Normalizing Rest
A friend had major surgery last week. When I went to visit her, she eeked out wearily, “you know you are overworked when you are looking forward to two days in the hospital where you can just lie still in bed.”
That her comment resonated so much with me, versus, say, sounding sad, or bizarre, caught my attention. I am on a quest for rest myself.
After 20 years doing social justice work, I am about to take some time off. It’s bold for me to write that in 12 point font, as I have been whispering it for while – “I’m taking time off.” I have also stopped calling it a sabbatical because that seems to inspire people to ask me what I am going to DO on my sabbatical, i.e., what am I going to PRODUCE. My time off is about doing as little as possible – It is about trying to just be.
My news elicits a range of reactions. Some say, “Wow, I wish I could do that,” or ask “Aren’t you worried about money?” Given the work I do, I find it challenging to manage the assumptions and projections around privilege embedded in many reactions, most of which are off-base, but I manage them in service of the intriguing dialogue that inevitably follows — dialogue often marked by effusive praise and exclamations of bravery. I appreciate the cheerleading, and, I hear underneath it the assessment that it’s radical, and even a wee bit crazy, to rest.
On my own journey learning and teaching about self care, I have come to realize that I am not without skill at energy management. I walk; I swim; I workout. Movement and exercise induce emotional composure, clearer thinking, and ultimately, increased productivity. I move to access my creativity; I get outside to open my mind. These practices are good for me, and they make me better able to support social justice leaders. When I don’t do these things, and I often don’t, I get tired, impatient, less creative, less resourceful. I see the limits of my contributions, and the toll on me, my clients, and my family. I learned all this experientially, although these ideas I found later well-explained in a 2001 Harvard Business Review article — “The Making of a Corporate Athlete.” (Source) While the title may not resonate with Move to End Violence blog readers, the central takeaway that chronic stress without recovery depletes our resources may strike a chord.
Why does this matter? Like every activist I know, I am a relentless overworker. I do what I do because the need is so great, because people are suffering, because so much is unjust, and resting feels self indulgent, disrespectful, and frankly, dangerous. My clients rarely rest. How dare I? So, I keep pace, and sometimes even use my reservoir as an outside-the-trenches person, to set or increase the pace when my clients are worn out. And around and around we go, as I watch my clients become depleted and I oscillate between encouraging them to take better care, and wearing myself out overcompensating for the fact that they rarely do!
My work life to date has been defined by “It’s me OR the work.” Work always “wins.” While I am grateful that I have skills in energy management, I have an intuitive knowing that the intent behind my energy management feels, well, abusive vs. supportive. Meaning, I don’t do these things as an act of compassion for my whole self, but to suck more productivity out of a weary body. Even my energy management is a way of driving myself.
“In my time off I hope to embed recovery practices so that when I re-emerge, I can more fully incorporate rest and renewal into daily life so I don’t feel a need to withdraw completely from it.”
Burning the candle at both ends both comes naturally to me and mirrors my clients and thus, has always provided me street creds. Managing my energy is wise and I should continue to do it, but I want to do so to support myself instead of to exploit what my body can deliver when I manage it for maximum productivity.
In my time off, I hope to embed recovery practices so that when I re-emerge, I can more fully incorporate rest and renewal into daily life so I don’t feel a need to withdraw completely from it, and so that my life is defined by a more humane relationship between “me AND the work. ”
You may know that the word Sabbatical comes from the Mosaic commandment to desist from tilling the land in the seventh year. A pause so that people can return, and the land can return, to a fruitful state of being. That this might be a cyclical stage, a normal stage – vs, say, a radical concept, is why I titled this entry “Normalizing Rest.” Because I don’t relate much to the very subjective word “normal,” I thought of changing the title. But when I looked at it a second time, I saw, “Norma-lizing Rest.” Given that Norma Wong, Move to End Violence’s faculty, is helping champion the importance of self-care and has helped many of us better understand the importance of rest and renewal, I decided as a personal expression of gratitude, to keep it.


» **What to work on**: Repeat the records below in their entirety, exactly.

» **Records for processing**:
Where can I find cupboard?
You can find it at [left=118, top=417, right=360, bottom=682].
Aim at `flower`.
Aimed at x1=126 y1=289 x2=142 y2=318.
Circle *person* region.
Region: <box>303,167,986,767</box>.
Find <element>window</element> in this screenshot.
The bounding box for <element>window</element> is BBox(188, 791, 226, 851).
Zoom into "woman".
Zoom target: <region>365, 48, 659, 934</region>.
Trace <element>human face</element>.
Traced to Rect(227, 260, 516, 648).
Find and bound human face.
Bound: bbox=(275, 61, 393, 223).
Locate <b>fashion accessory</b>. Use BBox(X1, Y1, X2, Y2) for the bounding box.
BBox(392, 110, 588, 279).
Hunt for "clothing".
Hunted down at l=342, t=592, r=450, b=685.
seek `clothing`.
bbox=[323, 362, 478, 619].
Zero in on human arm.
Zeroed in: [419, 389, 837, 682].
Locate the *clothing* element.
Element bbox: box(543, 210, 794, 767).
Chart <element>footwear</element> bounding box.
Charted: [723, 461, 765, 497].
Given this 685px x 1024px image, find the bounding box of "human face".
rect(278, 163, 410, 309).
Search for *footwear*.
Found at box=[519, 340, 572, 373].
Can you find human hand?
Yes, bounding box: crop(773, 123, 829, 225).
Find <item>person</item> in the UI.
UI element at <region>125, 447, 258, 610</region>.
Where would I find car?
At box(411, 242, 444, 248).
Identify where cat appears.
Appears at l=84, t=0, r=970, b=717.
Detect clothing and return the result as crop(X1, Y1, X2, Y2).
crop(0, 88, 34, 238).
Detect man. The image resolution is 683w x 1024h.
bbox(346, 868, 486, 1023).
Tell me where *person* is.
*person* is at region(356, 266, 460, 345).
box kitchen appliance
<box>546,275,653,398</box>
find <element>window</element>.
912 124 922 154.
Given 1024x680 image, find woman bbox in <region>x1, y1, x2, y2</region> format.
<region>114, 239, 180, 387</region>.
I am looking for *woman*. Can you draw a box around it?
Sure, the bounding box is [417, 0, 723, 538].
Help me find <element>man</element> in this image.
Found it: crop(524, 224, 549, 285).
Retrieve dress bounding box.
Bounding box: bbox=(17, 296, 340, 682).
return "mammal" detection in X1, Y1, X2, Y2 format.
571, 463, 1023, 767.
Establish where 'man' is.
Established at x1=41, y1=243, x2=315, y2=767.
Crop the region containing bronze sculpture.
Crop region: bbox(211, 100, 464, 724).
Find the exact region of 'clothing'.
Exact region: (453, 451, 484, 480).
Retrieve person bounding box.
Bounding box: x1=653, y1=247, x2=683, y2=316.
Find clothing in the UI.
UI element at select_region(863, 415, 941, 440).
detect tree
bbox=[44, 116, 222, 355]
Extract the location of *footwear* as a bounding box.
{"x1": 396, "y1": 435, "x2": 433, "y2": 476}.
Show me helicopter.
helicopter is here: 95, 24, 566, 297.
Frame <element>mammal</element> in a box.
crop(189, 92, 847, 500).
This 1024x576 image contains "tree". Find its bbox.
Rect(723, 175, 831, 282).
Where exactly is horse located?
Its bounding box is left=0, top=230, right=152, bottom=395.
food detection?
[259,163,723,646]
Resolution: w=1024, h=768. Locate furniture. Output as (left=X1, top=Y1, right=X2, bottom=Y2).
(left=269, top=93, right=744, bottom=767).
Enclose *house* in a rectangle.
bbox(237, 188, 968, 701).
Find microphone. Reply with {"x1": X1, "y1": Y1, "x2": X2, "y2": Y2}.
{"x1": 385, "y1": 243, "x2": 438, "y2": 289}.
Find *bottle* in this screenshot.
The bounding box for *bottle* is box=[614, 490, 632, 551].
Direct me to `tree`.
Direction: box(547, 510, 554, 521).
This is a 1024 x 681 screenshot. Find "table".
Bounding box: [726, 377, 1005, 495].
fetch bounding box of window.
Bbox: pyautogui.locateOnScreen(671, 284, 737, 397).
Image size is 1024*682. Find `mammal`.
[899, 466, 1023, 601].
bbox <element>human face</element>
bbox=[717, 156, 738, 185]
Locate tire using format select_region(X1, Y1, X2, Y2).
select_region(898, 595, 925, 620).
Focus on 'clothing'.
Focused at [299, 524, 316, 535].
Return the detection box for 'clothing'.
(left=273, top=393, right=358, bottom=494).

» **Problem solution**:
Where can I find cupboard?
You can find it at [left=118, top=417, right=360, bottom=682].
Aim at `flower`.
Aimed at x1=126 y1=289 x2=142 y2=318.
Circle *person* region.
Region: <box>303,167,986,767</box>.
Find <element>window</element> in this screenshot.
The bounding box for <element>window</element> is BBox(188, 791, 226, 851).
Zoom into "woman".
Zoom target: <region>365, 48, 659, 934</region>.
Trace <element>human face</element>.
Traced to Rect(227, 260, 516, 648).
Find and bound human face.
Bound: bbox=(275, 61, 393, 223).
Locate <b>fashion accessory</b>. Use BBox(X1, Y1, X2, Y2) for the bounding box.
BBox(392, 110, 588, 279).
Hunt for "clothing".
Hunted down at l=342, t=592, r=450, b=685.
seek `clothing`.
bbox=[323, 362, 478, 619].
Zero in on human arm.
Zeroed in: [419, 389, 837, 682].
Locate the *clothing* element.
Element bbox: box(543, 210, 794, 767).
Chart <element>footwear</element> bounding box.
Charted: [723, 461, 765, 497].
Given this 685px x 1024px image, find the bounding box of "human face".
rect(278, 163, 410, 309).
Search for *footwear*.
Found at box=[519, 340, 572, 373].
Can you find human hand?
Yes, bounding box: crop(773, 123, 829, 225).
Find <item>person</item> in the UI.
UI element at <region>125, 447, 258, 610</region>.
Where would I find car?
At box(411, 242, 444, 248).
Identify where cat appears.
Appears at l=84, t=0, r=970, b=717.
Detect clothing and return the result as crop(X1, Y1, X2, Y2).
crop(0, 88, 34, 238).
Detect man. The image resolution is 683w x 1024h.
bbox(346, 868, 486, 1023).
Tell me where *person* is.
*person* is at region(356, 266, 460, 345).
box kitchen appliance
<box>546,275,653,398</box>
find <element>window</element>.
912 124 922 154.
Given 1024x680 image, find woman bbox in <region>x1, y1, x2, y2</region> format.
<region>114, 239, 180, 387</region>.
I am looking for *woman*. Can you draw a box around it?
Sure, the bounding box is [417, 0, 723, 538].
Help me find <element>man</element> in this image.
Found it: crop(524, 224, 549, 285).
Retrieve dress bounding box.
Bounding box: bbox=(17, 296, 340, 682).
return "mammal" detection in X1, Y1, X2, Y2 format.
571, 463, 1023, 767.
Establish where 'man' is.
Established at x1=41, y1=243, x2=315, y2=767.
Crop the region containing bronze sculpture.
Crop region: bbox(211, 100, 464, 724).
Find the exact region of 'clothing'.
Exact region: (453, 451, 484, 480).
Retrieve person bounding box.
Bounding box: x1=653, y1=247, x2=683, y2=316.
Find clothing in the UI.
UI element at select_region(863, 415, 941, 440).
detect tree
bbox=[44, 116, 222, 355]
Extract the location of *footwear* as a bounding box.
{"x1": 396, "y1": 435, "x2": 433, "y2": 476}.
Show me helicopter.
helicopter is here: 95, 24, 566, 297.
Frame <element>mammal</element> in a box.
crop(189, 92, 847, 500).
This 1024x576 image contains "tree". Find its bbox.
Rect(723, 175, 831, 282).
Where exactly is horse located?
Its bounding box is left=0, top=230, right=152, bottom=395.
food detection?
[259,163,723,646]
Resolution: w=1024, h=768. Locate furniture. Output as (left=X1, top=Y1, right=X2, bottom=Y2).
(left=269, top=93, right=744, bottom=767).
Enclose *house* in a rectangle.
bbox(237, 188, 968, 701).
Find microphone. Reply with {"x1": X1, "y1": Y1, "x2": X2, "y2": Y2}.
{"x1": 385, "y1": 243, "x2": 438, "y2": 289}.
Find *bottle* in this screenshot.
The bounding box for *bottle* is box=[614, 490, 632, 551].
Direct me to `tree`.
Direction: box(547, 510, 554, 521).
This is a 1024 x 681 screenshot. Find "table".
Bounding box: [726, 377, 1005, 495].
fetch bounding box of window.
Bbox: pyautogui.locateOnScreen(671, 284, 737, 397).
Image size is 1024*682. Find `mammal`.
[899, 466, 1023, 601].
bbox <element>human face</element>
bbox=[717, 156, 738, 185]
Locate tire using format select_region(X1, Y1, X2, Y2).
select_region(898, 595, 925, 620).
Focus on 'clothing'.
Focused at [299, 524, 316, 535].
Return the detection box for 'clothing'.
(left=273, top=393, right=358, bottom=494).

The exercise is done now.